PATTERN Cited by 1 source
Feature-gate pre-migration network rewrite¶
Intent¶
When migrating workloads would break users who have hardcoded literal addresses into their configuration, ship a compatibility feature in-guest first that transparently maps the old address to the new one — so the address-rewrite work can proceed without customer-visible downtime. Then do the config rewrites at operator pace.
When to use¶
- Your platform's addressing scheme requires address changes on migration (classic case: patterns/embedded-routing-header-as-address / 6PN).
- Some fraction of users (possibly including your own teams, as Fly.io discovered) have baked literal addresses into their configs despite DNS being the intended contract.
- You can push a guest-side feature update (init binary, agent, sidecar) before the migration.
- Outright ban-then-enforce would cause unacceptable customer pain.
Structure¶
Phase 1 — Ship the bridge:
- Extend the guest-side system (init, agent, sidecar) with an
address-mapping feature that maintains a table of
old_address → new_address and intercepts traffic addressed to
the old one.
- Validate the mapping works in production on workloads that
haven't yet been migrated.
Phase 2 — Migrate: - Migration now changes the address safely — traffic to the old address still works because the bridge redirects it.
Phase 3 — Rewrite configs: - Sweep the fleet for literal-address uses. - Update configs to use DNS or the new address. - This is the "burned several weeks" step in Fly.io's telling — labor-intensive but not time-critical.
Phase 4 — Retire the bridge (eventually): - Once the config sweep is complete, the bridge can be removed. - This step may never complete for legacy workloads; that's a platform-hygiene debt to track, not an urgent problem.
Canonical example¶
From Fly.io 2024-07-30, on the 6PN address changes that migration requires:
The obvious fix for this is not complicated; given
flyctlssh access to a Fly Postgres cluster, it's like a 30 second ninja edit. But we run a lot of Fly Postgres clusters, and the change has to be coordinated carefully to avoid getting the cluster into a confused state. We went as far as adding feature to ourinitto do network address mappings to keep old 6PN addresses reachable before biting the bullet and burning several weeks doing the direct configuration fix fleet-wide.
The "network address mappings" feature in Fly init is the Phase-1 bridge. The "several weeks doing the direct configuration fix" is Phase 3. Phase 4 is presumably ongoing.
Consequences¶
Upsides:
- Migration stops being gated on cluster-config updates. The platform can proceed at its own pace.
- No customer-visible downtime during the config rewrites.
- Discovers unknown literal-address users — when the bridge sees intercept traffic for an address that shouldn't be in use anymore, you've found another config to update.
Downsides:
- The bridge has a shelf life but in practice may outlive its intended purpose.
- Guest-side code surface has grown — init or agent has become responsible for a compatibility shim.
- Doesn't prevent the antipattern; it just mitigates the damage. The literal addresses are still there in configs; the next architectural change that needs an address change hits the same problem unless Phase 4 is completed.
Seen in¶
- sources/2024-07-30-flyio-making-machines-move — Fly.io's handling of literal 6PN addresses in Fly Postgres cluster configs.
Related¶
- systems/fly-init — The guest-side bridge carrier.
- concepts/hardcoded-literal-address-antipattern — The underlying failure mode.
- concepts/embedded-routing-in-ip-address — The address scheme that forced the issue.
- patterns/embedded-routing-header-as-address — The general pattern.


Problem to work on ::
Drop every picture, then repeat the records exactly.

= = = = =

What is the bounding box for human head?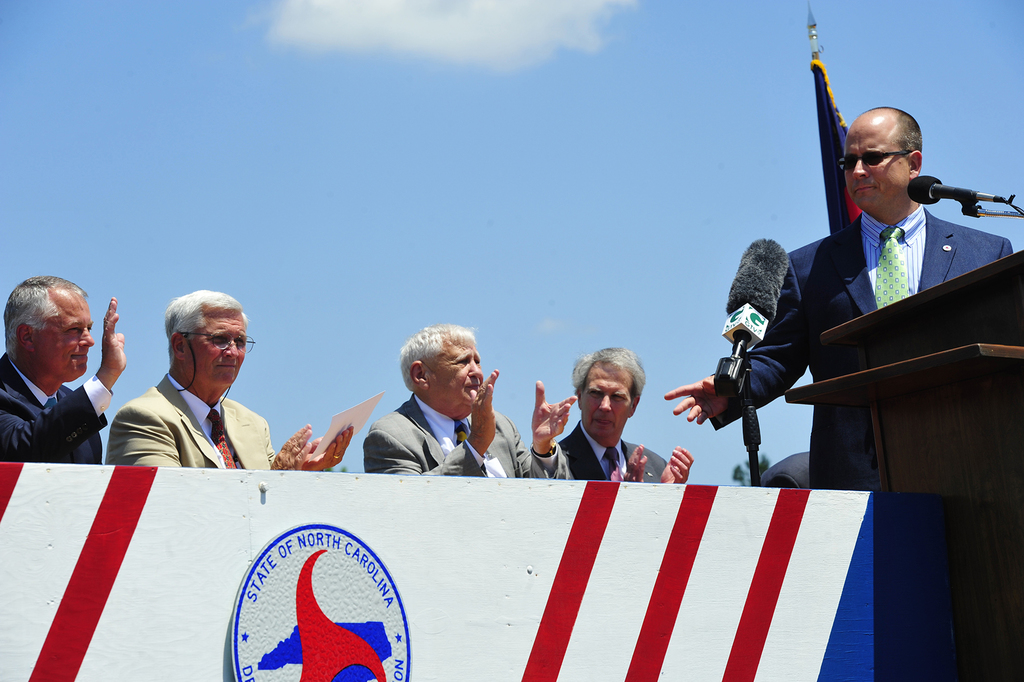
select_region(846, 107, 924, 213).
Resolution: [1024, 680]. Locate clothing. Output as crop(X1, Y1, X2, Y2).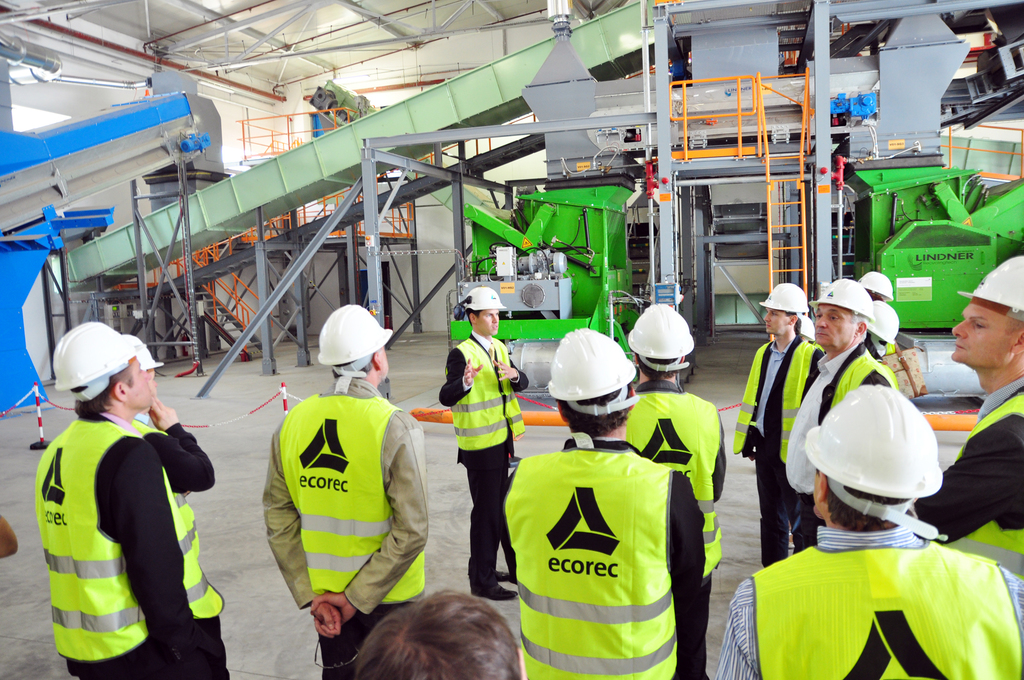
crop(319, 608, 388, 679).
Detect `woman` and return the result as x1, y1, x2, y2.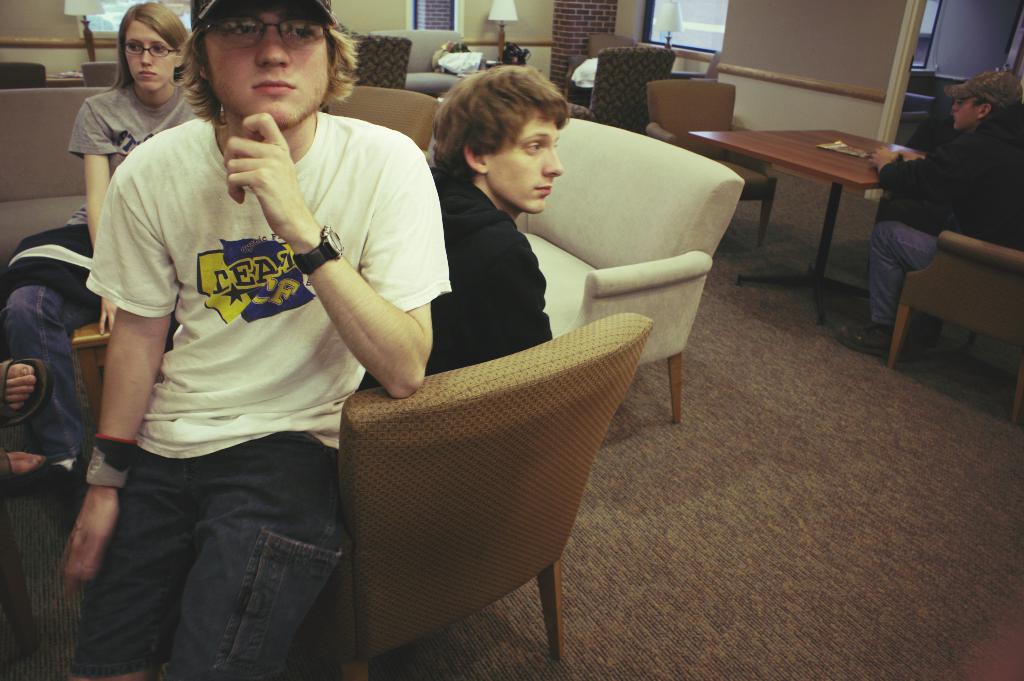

= = = = =

Task output ::
What is the bounding box for human head?
select_region(846, 107, 924, 213).
Resolution: [1024, 680]. Locate clothing. Output as crop(X1, Y1, X2, Y2).
crop(319, 608, 388, 679).
Detect `woman` and return the result as x1, y1, x2, y2.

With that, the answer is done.